LAA @ LAD, 0-1: Freddie Freeman Says Goodnight

Max Muncy was not in the lineup tonight. Neither was Teoscar Hernandez. The Dodgers were running Santiago Espinal at third base against a left-hander in a 0-0 game through eight innings. And then Freddie Freeman hit a ball to center field in the bottom of the ninth and the whole thing was over. Some nights it is that simple.

Roki Sasaki threw eight innings of shutout baseball. That is the context for everything else.

Worth Remembering

Freddie Freeman hit a walk-off home run in the bottom of the ninth off Angels reliever Kenley Yates. One pitch. One swing. A WPA of +.363, the single largest swing of the game by a wide margin. It was his tenth home run of the season. The Dodgers were 0-for-nothing in scoring chances all night and then Freeman ended it in one at-bat.

He was 0-for-3 before that. His night on paper looked like everyone else’s. Then it did not.

Worth Forgetting

The Dodgers offense was genuinely bad tonight. Through eight innings they had managed a Freddie Freeman single in the fourth, a Mookie Betts walk that led nowhere, and an Andy Pages single in the sixth that he immediately erased by getting caught stealing. Will Smith struck out with runners on first and third in the fourth inning, dropping win probability by six points in a tie game. That was the Dodgers’ best chance before the ninth and they came away with nothing.
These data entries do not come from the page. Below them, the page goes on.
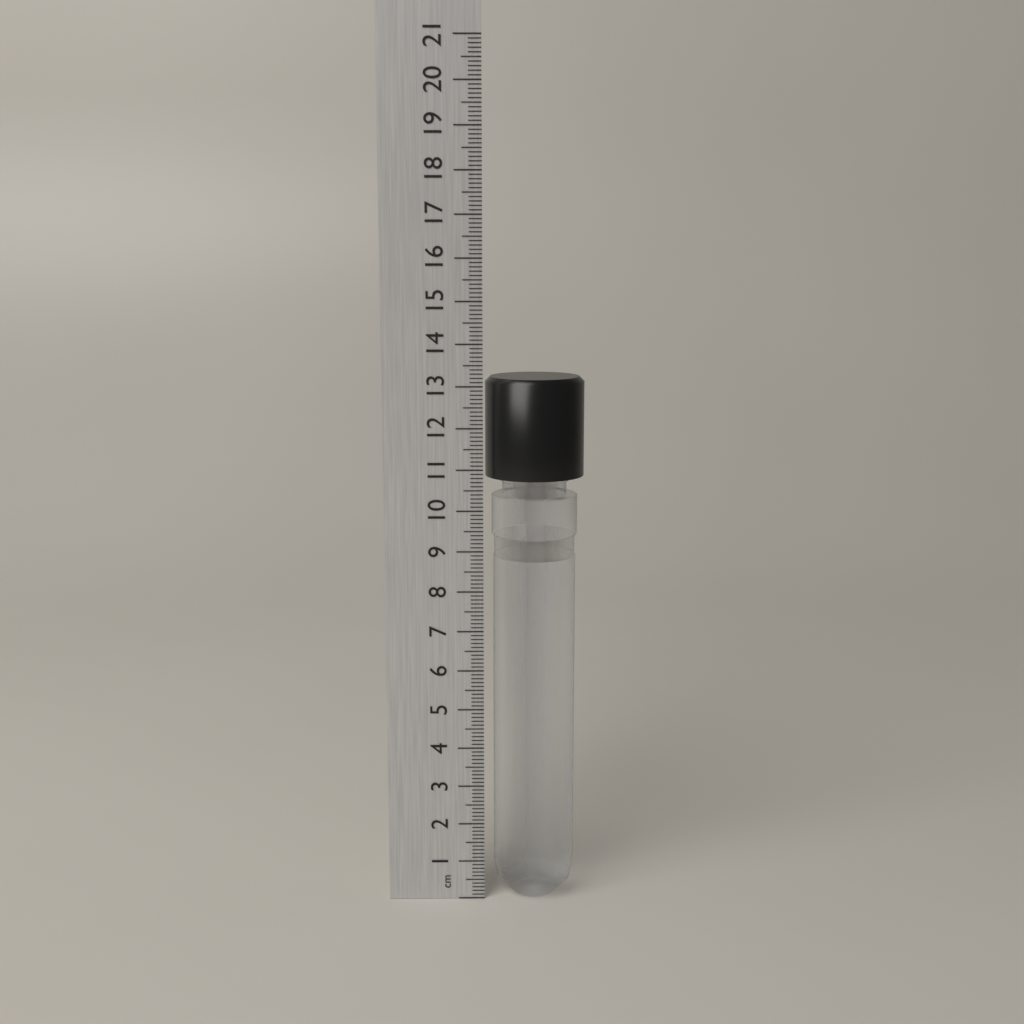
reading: 13.2 cm
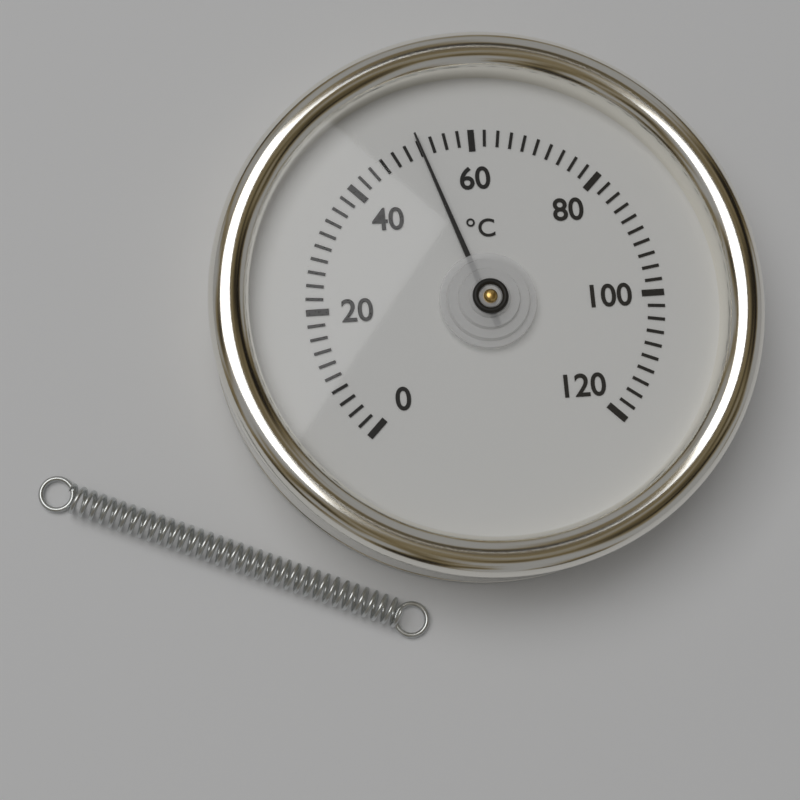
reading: 52 °C
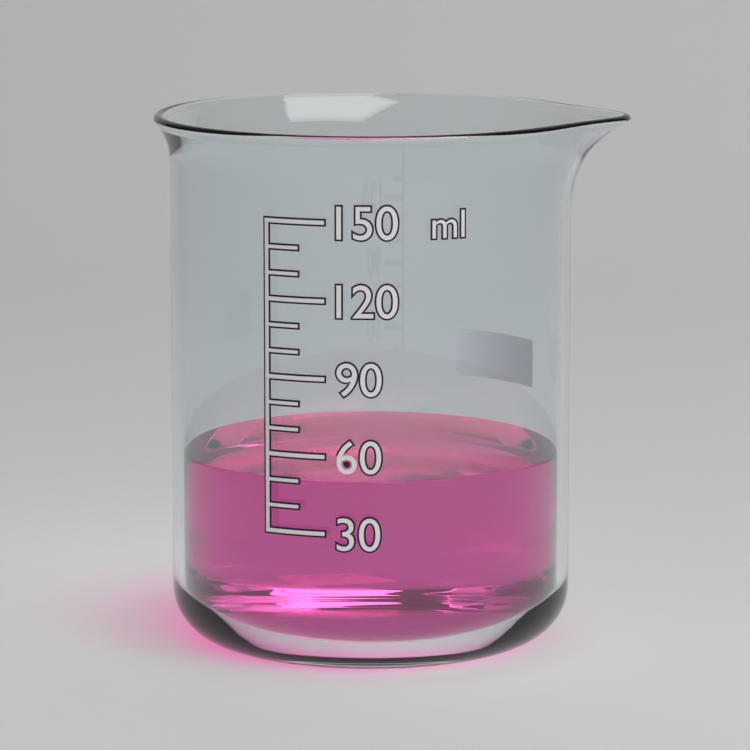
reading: 50 ml
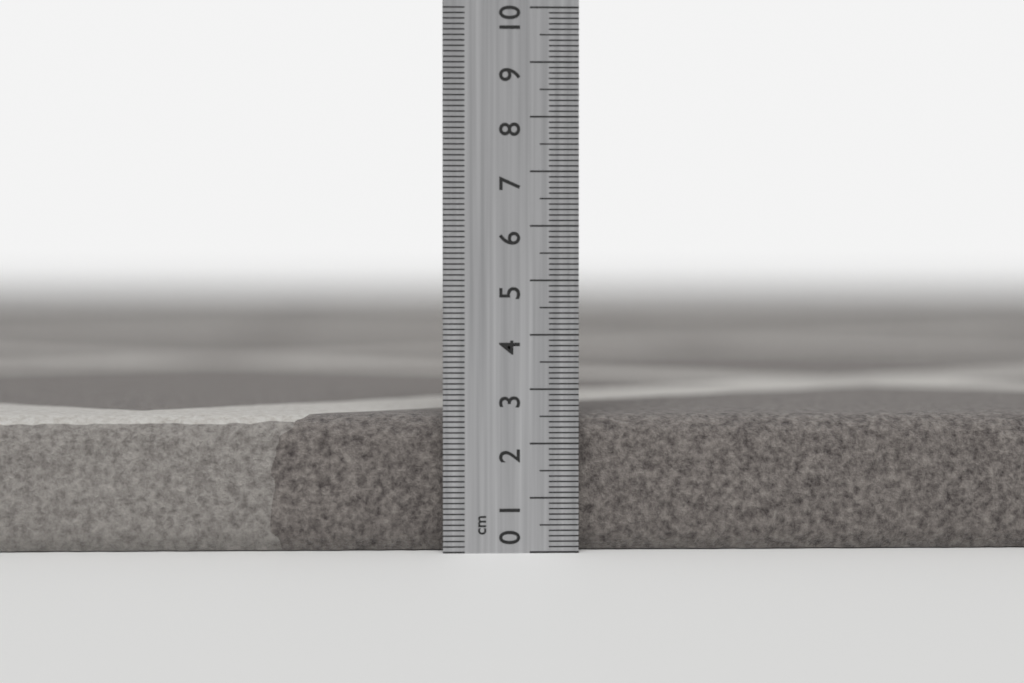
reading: 2.5 cm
Against a left-hander with a banged-up lineup this was not surprising. It was still ugly.

Where It All Went Wrong

It did not. For once.

The closest the Angels came to taking the lead was in the eighth inning. Edgardo Henriquez was pitching with two outs and a runner on second when Mike Trout came up in a leverage situation of 2.75, the highest of the game to that point. Henriquez struck him out. That was the game. Blake Treinen came in and got Oswald Peraza to ground out to end the ninth for the Angels and then Freeman did the rest.

The real turning point was Sasaki. Eight innings. Zero runs. Seven strikeouts against a lineup that includes Mike Trout. He stranded a runner in scoring position in the fifth and got out of a stolen base threat in the sixth. His night was the foundation everything else was built on.

Up Next

The Dodgers and Angels play again tomorrow, Saturday June 6 at 7:10 PM PST at Dodger Stadium. Probable starters TBD for both sides.